The Great Migration was the movement of some six million African Americansfrom rural areas of the Southern statesof the United Statesto urban areas in the Northern statesbetween 1916 and 1970. It occurred in two waves, basically before and after the Great Depression. At the beginning of the 20th century, 90 percent of black Americans lived in the South. By 1970 nearly half of all African Americans lived in Northern cities.
The Great Migration arguably was a factor leading to the American civil rights movement.
Many African Americans in the South found themselves trapped in sharecropping jobs and other forms of debt peonage with no hope of improvement in their circumstances. Jim Crow laws kept them in an inferior position relative to white people, and they were denied political rights.
A huge internal population shift among African Americans addressed these shortfalls, particularly during the World Wars, when defense industries required more unskilled labour. Although the Great Migration slowed during the Great Depression, it surged again after World War II, when rates of migration were high for several decades.

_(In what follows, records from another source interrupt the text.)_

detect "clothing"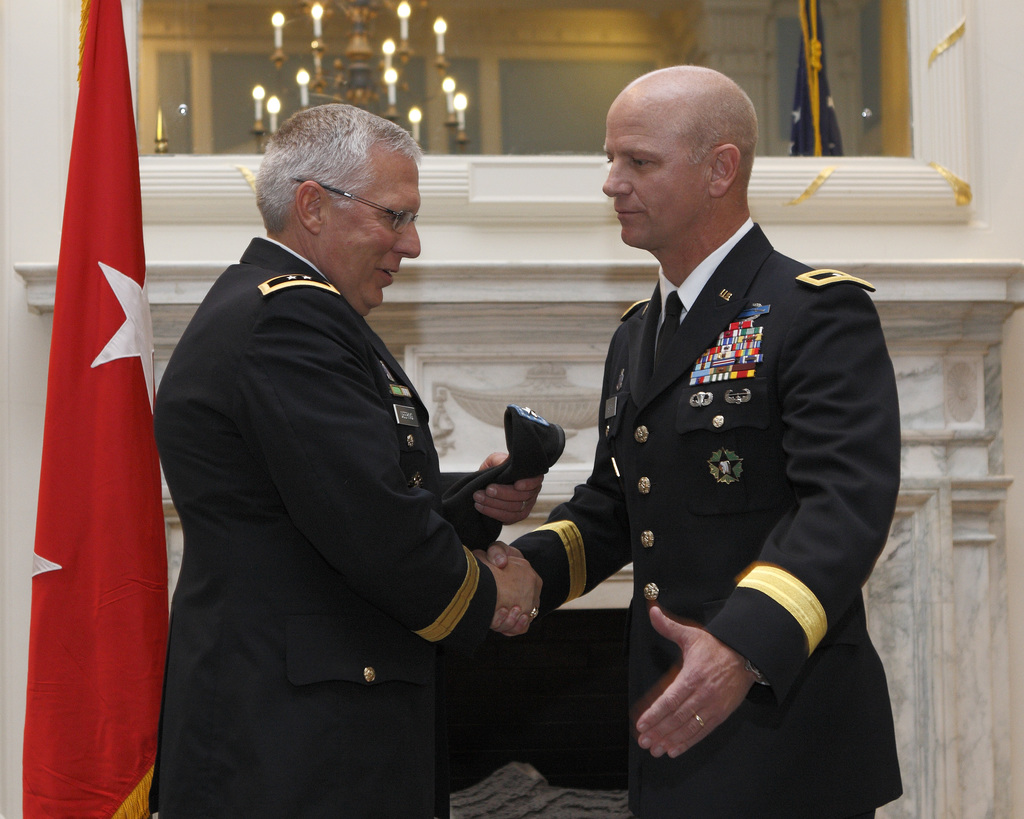
select_region(506, 86, 899, 795)
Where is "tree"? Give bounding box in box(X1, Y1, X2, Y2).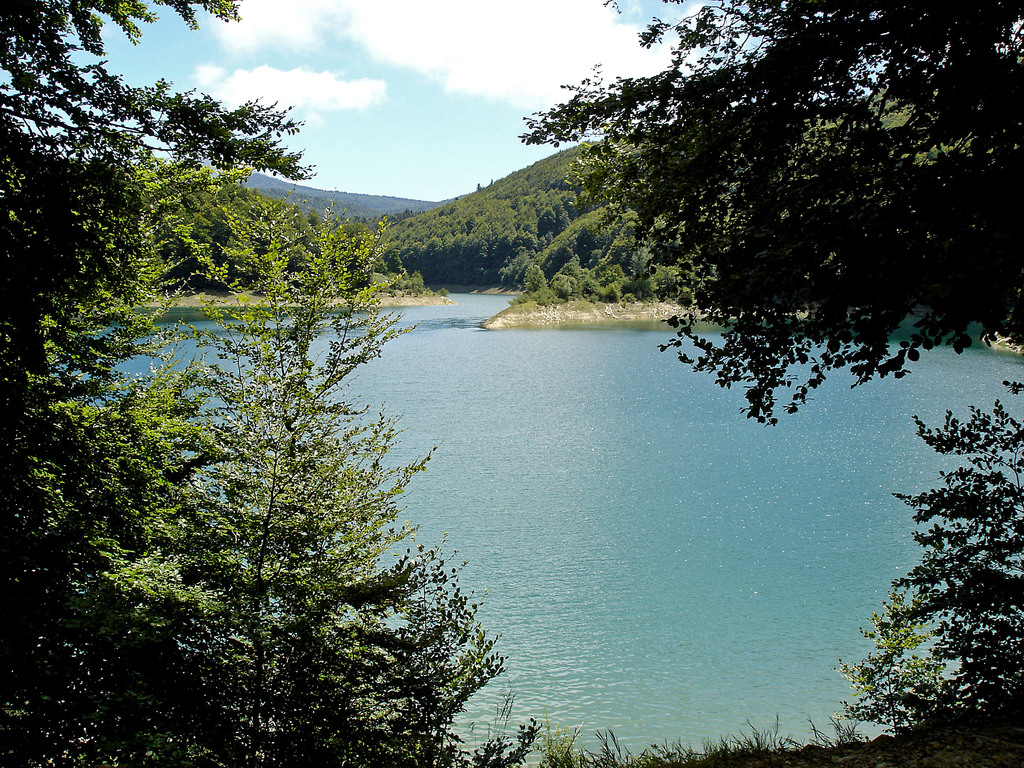
box(145, 183, 417, 767).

From 1916 to 1970, during this Great Migration, it is estimated that some six million black Southerners relocated to urban areas in the North and West. African American family from the rural South arriving in Chicago, 1920.
Historians have long described this exodus as the Great Migration, great not just because of the numbers of people who moved but also because of the social and political consequences.
The Great Migration out of the South lasted three-quarters of a century , slowing in the 1970s. Since then, Black Americans have been moving to the South in large numbers, in some sense reversing the Great Migration. But the story is more complicated than the slogan. The Great Migration was largely from the rural South while the new migration has little to do with rural areas, or with states like Alabama, Mississippi, Arkansas, and Louisiana which saw so many leave during the exodus. The big cities of Georgia, Florida, Virginia, Texas, and North Carolina have attracted most of those participating in the Move South and typically this has not been a return migration. Some elders have returned home, but a strong majority are newcomers to the South, including many children or grandchildren of the exodus generation. Others are immigrants from the Caribbean and Africa. And the migration is transforming the South. Many of the migrants have come with advanced skills and education: some with resources to start new enterprises, others with the capacity to affect the culture and politics of southern places. Here are interactive graphics and maps that allow us to track the migration south.
Migration slowed dramatically in the 1930s, then soared during World War II and the two decades following, a period sometimes called the Second Great Migration. After the 1960s, rates of migration began to decline noticeably and by the 1980s former southerners were among those looking for opportunities in the new economy of the South, now renamed the Sunbelt.
Migration out of the South was not new to the 20th Century, but volumes escalated through the first three decades of the new century, reaching a peak during World War I and the 1920s.